Marion and Warner Bass Collection
This collection describes the work and lives of the composer, conductor, and accompanist Warner S. Bass and his wife, the singer Marion Corda Bass. Most prominent among the materials of this collection are the music scores created by Warner Bass; they include works he composed, arranged, orchestrated, transcribed, or performed. Other items include personal documents, correspondence, published sheet music, photographs, essays, notes, concert and recital programs, press releases, and clippings.
Max James Kohler Papers
The Papers of Max J. Kohler (1871-1934) document his life's work as lawyer, historian, writer, researcher, and defender of Jewish and immigrant rights. Correspondents include many of Kohler's contemporaries in the field of history and immigration law including Cyrus Adler; William Taft; John Bassett Moore; Mortimer Schiff; David Hunter Miller; Baron and Baroness de Hirsch; the Straus Family including Oscar Straus; Luigi Luzzatti; Leon Huhner; and Julian Mack. Subjects include U.S. immigration law, American-Jewish history, Col. Alfred Dreyfus, Haym Salomon, Ellis Island, Rabbi Kaufmann Kohler, the publication God in Freedom, international treaties, and the Peace Conference of 1919.
Max Rieser Collection
The Max Rieser Collection predominantly documents the life and work of the lawyer, philosopher and writer Max Rieser. The main subjects of the collection are his life, his writing and his publishing work. The collection consists of manuscripts, correspondence, clippings, official documents and photographs.
Morris “Moe” Berg Papers
This collection contains the papers of Morris "Moe" Berg, who was a professional baseball player, linguist, lawyer, and international spy during WWII. Berg's papers are in the form of correspondence, contracts, telegrams, newspaper and magazine clippings.

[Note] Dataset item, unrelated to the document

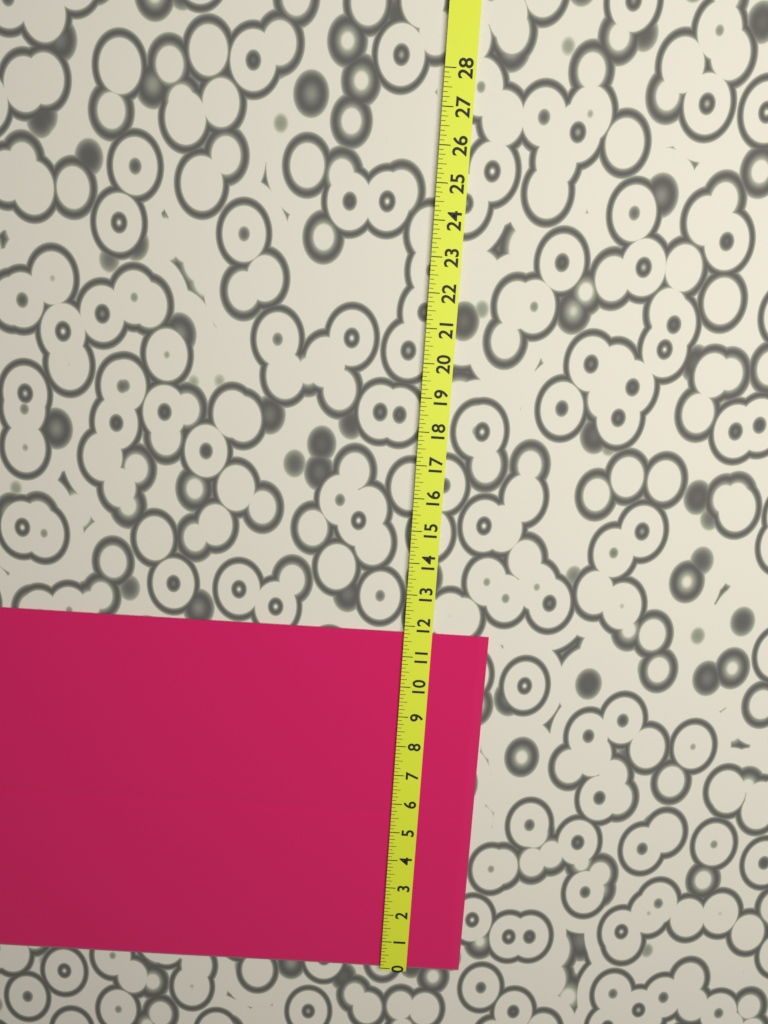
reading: 11.750 (no unit)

Nathan Perlmutter (1923-1987) Papers
This collection consists of the papers of Nathan Perlmutter, a lawyer, lecturer, author, political activist, and a long-time leader of the American Jewish community. It contains certificates, newspaper clippings, correspondence — including numerous condolence cards and letters sent to his family after his death — manuscripts and drafts of Perlmutter’s writings, obituaries, printed materials, programs, and subject files relating to topics he was interested in and that he wrote about.
ORT Photograph Collection
This collection consists of photographs and negatives of World ORT conferences and congresses, various individuals connected with ORT, and ORT vocational programs and activities, including in Displaced Person’s camps, in Europe, Asia, the Middle East, Africa, Cuba, and North and South America.
Otto H Ehrlich Collection
The Otto Ehrlich Collection documents the life and professional activities of Otto Ehrlich, economist, lecturer, advertisement artist, and teacher. The collection includes brochures, booklets, clippings, correspondence, financial and immigration documents, minutes, notes, photographs, photo collages, examples of his advertisement work, printed materials and writings. Documents comprising the collection reflect various aspects of Otto Ehrlich’s personal and professional life, teaching, research and writings in the fields of economics, and to a lesser extent his involvement with the field of advertisement and music.
Papers of Abraham Cahan
This collection contains correspondence between Abraham Cahan and many important literary and political figures, as well as Yiddish manuscripts sent to Cahan for consideration in the Forward and notes and drafts of Cahan’s own writings. There are also several articles written about Cahan, before and after his death. These materials serve to illustrate both Cahan’s importance in the literary and publishing fields as well as his involvement in the American socialist and labor movements.